Q: My life is great, I have a lovely family — two gorgeous kids and a supportive husband. I have very few responsibilities other than my own family and job. I say this, as I know people caring for elderly, sick parents and I have a couple of friends with special needs children. I know how lucky I am, so why am I so anxious? I worry all the time — about what I say to people, accepting or turning down invitations — and if I have nothing to worry about, I worry anyway.
It is actually quite crippling. Is there something I need to uncover? Please, can you help?
Before I start, I’m going to stop you right there. You have “very few responsibilities other than your family and job”? That is a lot. Full stop. If I could change one thing for you, and for the countless number of times I’ve heard this before in session, it would be to stop minimising what you are actually feeling.
You are finding your worry crippling.
That is debilitating; emotionally, psychologically and physically. Worry is so immensely tiring, time-consuming and sucks the joy out of life. It robs people of peace of mind and makes you doubt every decision and thought that you have — which massively impacts your confidence.
On top of that, you add guilt and shame as you feel you ‘shouldn’t’ or aren’t allowed to feel like this because things are not bad enough.
What do you think would give you the right to feel anxious? What would be ‘enough’ to warrant you to be allowed to express how you feel?
I feel very strongly about this because people neglect, object and ignore what they feel, which leads to a further sense of isolation and disconnection from yourself and others. Listen to what you are saying to yourself and tune into what is going on for you, with the express intent of using strategies to help you manage this difficult experience in your life.
There will always be hardships for other people that you feel are far worse. But how does this thought help you? What is interesting is that the hardships you’ve mentioned for your friends are visible hardships. Your worries are invisible to others. The gap between your public and private sense of how you think you ‘should’ feel with “two gorgeous kids and a supportive husband” and how you do feel privately may leave you in an uncomfortable, distressing place. You are mentally stigmatising yourself as you become more anxious about being anxious.
The unfortunate truth is, I hear, ‘I have no reason to be anxious’ but, there are reasons. Stop fighting with yourself. Sit with how this is for you. Write out how your worries influence and impact you every day. Write this in private — no one will see it — so put your own judgement aside and acknowledge how you actually feel. In ACT (acceptance and commitment therapy) you come at this from a place of compassion as you learn and practise ‘accepting’ how you feel. This can be confusing; acceptance does not mean you are not going to do anything. You accept that, at present, you feel crippled with worry, which you feel is too much.
Obviously, I don’t know if you have general anxiety disorder (GAD), but I would suggest getting support from a mental health practitioner to help identify and work through the feelings you are having. Cognitive behavioural therapy (CBT) and (ACT) are very effective. GAD is characterised by persistent and excessive worry about a number of different things. People with GAD may anticipate disaster and may be overly concerned about health, family, work, or other issues. Individuals with GAD find it difficult to control their worry.
So what can you do to feel back in control? The paradox is that if you accept how you feel, the anxiety becomes more manageable. It is the struggle with accepting how you feel that leads to the distress. Does that make it go away? No, it doesn’t, but that isn’t the point.
We need to put our physical hats on when we think about mental health. We don’t get angry, sad, frustrated or feel like a failure when we get a cold again. We don’t have a rant, ‘but I never wanted to have a cold again, I can’t believe this, I’m a failure.’
Then why do we hold ourselves prisoner to the illusion that we only experience anxiety or mental health issues once?
What you need to do is to ‘commit’ to facing the feelings and find ways to engage with your values and what makes life meaningful for you. Learning how to turn off ‘the struggle switch’ is a great place to start. You can watch The Struggle Switch, by Dr Russ Harris, which shows you how to do just that.
The good news is that anxiety responds really well to therapy and I hope that you get to see that for yourself in the very near future.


Check every line of the data below for the string "processed", and copy the ones that hold it.
### Source material
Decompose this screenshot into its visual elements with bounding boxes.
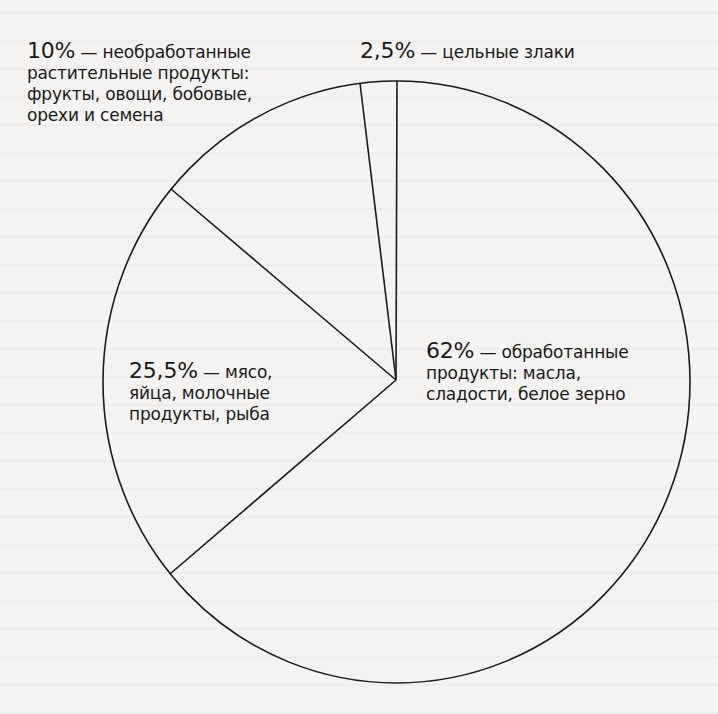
slice-label-text: продукты: масла, xyxy=(426,363,629,384)
slice-percent: 10% xyxy=(27,38,75,63)
slice-label-text: сладости, белое зерно xyxy=(426,384,629,405)
slice-label-text: яйца, молочные xyxy=(129,383,272,404)
slice-label-grains: 2,5% — цельные злаки xyxy=(360,40,575,63)
slice-label-processed: 62% — обработанные продукты: масла, слад… xyxy=(426,340,629,405)
slice-label-text: растительные продукты: xyxy=(27,63,252,84)
slice-label-text: — цельные злаки xyxy=(415,42,575,62)
slice-label-text: — обработанные xyxy=(474,342,628,362)
slice-divider-plants-grains xyxy=(360,83,396,380)
slice-label-text: — мясо, xyxy=(198,362,272,382)
slice-percent: 62% xyxy=(426,338,474,363)
slice-divider-animal-plants xyxy=(171,189,396,380)
slice-label-plants: 10% — необработанные растительные продук… xyxy=(27,40,252,126)
slice-percent: 2,5% xyxy=(360,38,415,63)
slice-label-text: продукты, рыба xyxy=(129,404,272,425)
slice-label-text: фрукты, овощи, бобовые, xyxy=(27,84,252,105)
slice-label-animal: 25,5% — мясо, яйца, молочные продукты, р… xyxy=(129,360,272,425)
slice-percent: 25,5% xyxy=(129,358,198,383)
slice-divider-grains-processed xyxy=(396,81,397,380)
slice-label-text: — необработанные xyxy=(75,42,250,62)
slice-label-text: орехи и семена xyxy=(27,105,252,126)
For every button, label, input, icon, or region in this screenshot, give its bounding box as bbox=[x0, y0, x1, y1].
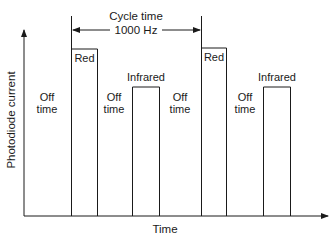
off-time-label-2: Off time bbox=[104, 91, 125, 115]
pulse-red-1: Red bbox=[72, 49, 98, 216]
led-timing-diagram: Photodiode current Time Cycle time 1000 … bbox=[0, 0, 332, 240]
svg-text:Off: Off bbox=[238, 91, 253, 103]
cycle-frequency: 1000 Hz bbox=[115, 24, 158, 36]
pulse-label: Infrared bbox=[127, 71, 165, 83]
svg-text:Off: Off bbox=[173, 91, 188, 103]
svg-text:time: time bbox=[104, 103, 125, 115]
cycle-time-title: Cycle time bbox=[109, 10, 163, 22]
y-axis-label: Photodiode current bbox=[5, 71, 17, 169]
svg-text:Off: Off bbox=[107, 91, 122, 103]
off-time-label-1: Off time bbox=[37, 91, 58, 115]
svg-text:time: time bbox=[37, 103, 58, 115]
pulse-infrared-2: Infrared bbox=[258, 71, 296, 216]
pulse-infrared-1: Infrared bbox=[127, 71, 165, 216]
svg-text:Off: Off bbox=[40, 91, 55, 103]
pulse-label: Infrared bbox=[258, 71, 296, 83]
pulse-label: Red bbox=[74, 52, 94, 64]
svg-text:time: time bbox=[235, 103, 256, 115]
off-time-label-4: Off time bbox=[235, 91, 256, 115]
svg-text:time: time bbox=[170, 103, 191, 115]
off-time-label-3: Off time bbox=[170, 91, 191, 115]
x-axis-label: Time bbox=[152, 223, 177, 235]
pulse-label: Red bbox=[204, 51, 224, 63]
pulse-red-2: Red bbox=[202, 48, 227, 216]
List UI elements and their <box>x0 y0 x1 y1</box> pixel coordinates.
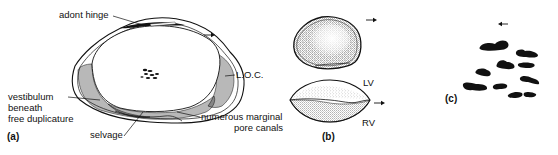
arrow-right-icon <box>366 18 377 22</box>
arrow-right-icon <box>374 101 385 105</box>
panel-label-c: (c) <box>445 93 457 104</box>
panel-b-carapace-drawing <box>290 17 385 122</box>
arrow-left-icon <box>498 22 508 26</box>
label-marginal-pore-canals-2: pore canals <box>234 123 283 134</box>
panel-label-a: (a) <box>7 131 19 142</box>
label-lv: LV <box>363 78 374 89</box>
label-selvage: selvage <box>90 130 123 141</box>
label-vestibulum-3: free duplicature <box>8 114 73 125</box>
label-vestibulum-1: vestibulum <box>8 92 53 103</box>
label-vestibulum-2: beneath <box>8 103 42 114</box>
panel-c-scar-pattern <box>463 22 539 98</box>
label-adont-hinge: adont hinge <box>59 10 109 21</box>
label-loc: L.O.C. <box>236 70 263 81</box>
label-marginal-pore-canals-1: numerous marginal <box>201 112 282 123</box>
panel-label-b: (b) <box>322 131 335 142</box>
label-rv: RV <box>362 118 375 129</box>
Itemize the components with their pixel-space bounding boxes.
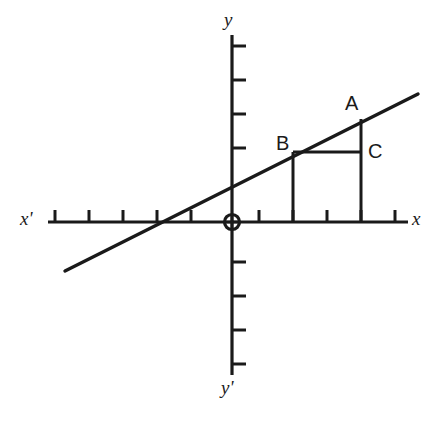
y-axis-negative-ticks (232, 262, 246, 364)
x-axis-positive-label: x (412, 209, 420, 228)
point-label-b: B (276, 133, 289, 153)
point-label-a: A (345, 93, 358, 113)
point-label-c: C (368, 141, 382, 161)
origin-marker (224, 214, 240, 230)
y-axis-positive-label: y (224, 10, 232, 29)
graph-figure: x' x y y' A B C (0, 0, 438, 422)
x-axis-negative-label: x' (20, 209, 33, 228)
x-axis-positive-ticks (259, 210, 395, 222)
y-axis-positive-ticks (232, 46, 246, 148)
function-line (65, 94, 418, 271)
x-axis-negative-ticks (55, 210, 191, 222)
y-axis-negative-label: y' (221, 378, 234, 397)
coordinate-plane-svg (0, 0, 438, 422)
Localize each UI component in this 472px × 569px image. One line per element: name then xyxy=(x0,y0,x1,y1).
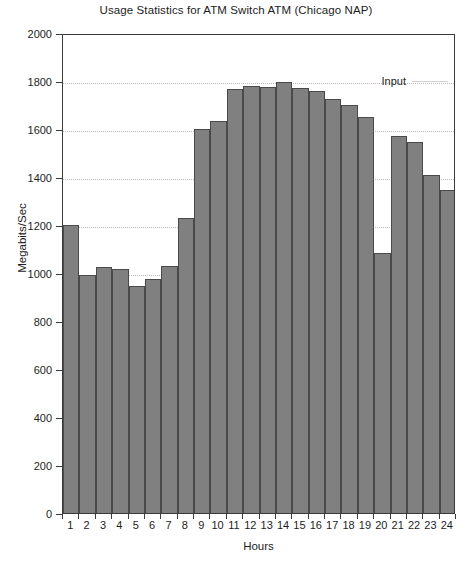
######
Answer box
slice-label-processed: 62% — обработанные продукты: масла, слад… xyxy=(426,340,629,405)
slice-divider-grains-processed xyxy=(396,81,397,380)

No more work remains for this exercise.